Creating and disseminating lasting knowledge

Martin Vetterli © Manu Friederich/SNF

By Martin Vetterli

(From "Horizons" no. 104, March 2015)Scientific knowledge belongs to all humanity. Whether something was discovered by the Sumerians, the Arabs or the Greeks is of no importance any more: today it’s general knowledge. By the same token, scientific knowledge should be freely accessible to everyone, whether it’s to be used by scientists themselves or popularised among the public. Exchanging knowledge is a prerequisite for progress, and holding back information for strategic or commercial grounds has rarely had any positive impact on society.

But scientific knowledge first has to be generated.

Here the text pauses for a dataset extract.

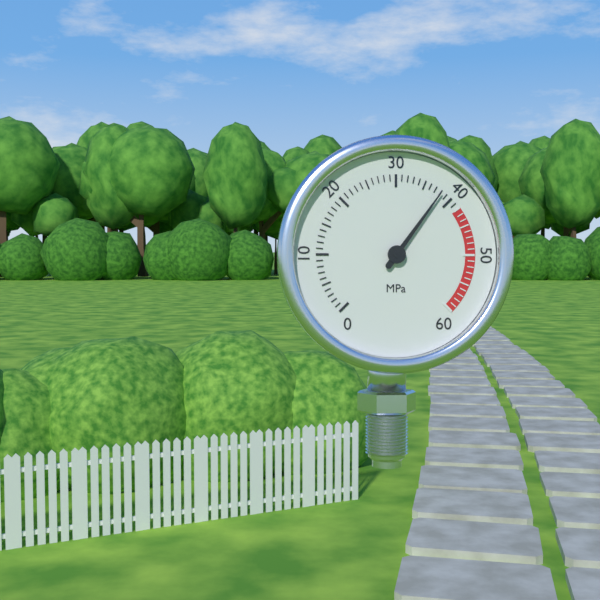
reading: 38 MPa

The litmus test for good science has always been its reproducibility. Results that one scientist has found reliable must be reproducible by others. In maths, where this process is at its clearest but where nothing is simple, a published proof must be detailed enough for it to be checked by someone else. In other fields, such as medicine or biology, detailed information on the experimental set-up can afford credibility to the results and conclusions. But the experiments must still be detailed in such a manner that others can reproduce them.

In order to ensure reproducibility, data has to be exchanged freely so that its quality can be tested and its scientific claims confirmed or rejected. This aspect of research was greatly assisted by the introduction of the printing press in Europe by Gutenberg and, later, by the creation of scientific journals and the peer-review process. It’s obvious that the invention of the World Wide Web some 25 years ago will have a similarly broad impact on research in future. This is the challenge of reproducibility in the digital age.

Here’s an example: in the year 2002, Grigori Perelman solved a mathematical problem and won the highest award in maths. However, he chose a rather unusual way of publishing his proof: instead of giving his manuscript to a leading maths journal, he put his work on the public preprint server arXiv.org. The result was that it gained immediate attention and was checked straightaway. The whole scientific community acknowledged that Perelman had solved this 100-year-old problem. Even if his approach seems surprising at first glance, nevertheless this case presents all the characteristics of the classical scientific process: a known problem is investigated and its solution published so that other experts can check it. The subsequent consensus confirms that the problem has been solved. All that’s unusual here is the missing link in the normal communication process, namely the printed journal, along with the lack of a traditional peer-review process by a few internal experts – though this was replaced by an online review and an open debate on the Internet that was arguably even stricter.

In this sense, the challenge of reproducible science in the digital age is revealed as an opportunity. There are already sufficient online platforms for us to drive forward the process of creating, checking and disseminating new knowledge. And I’m convinced that current trends such as open access and open data are only the beginning of a massive shift towards completely digitised, open science. As the Beatles nearly said: “All you need is sharing!”

Martin Vetterli is President of the National Research Council and a computer scientist at EPFL.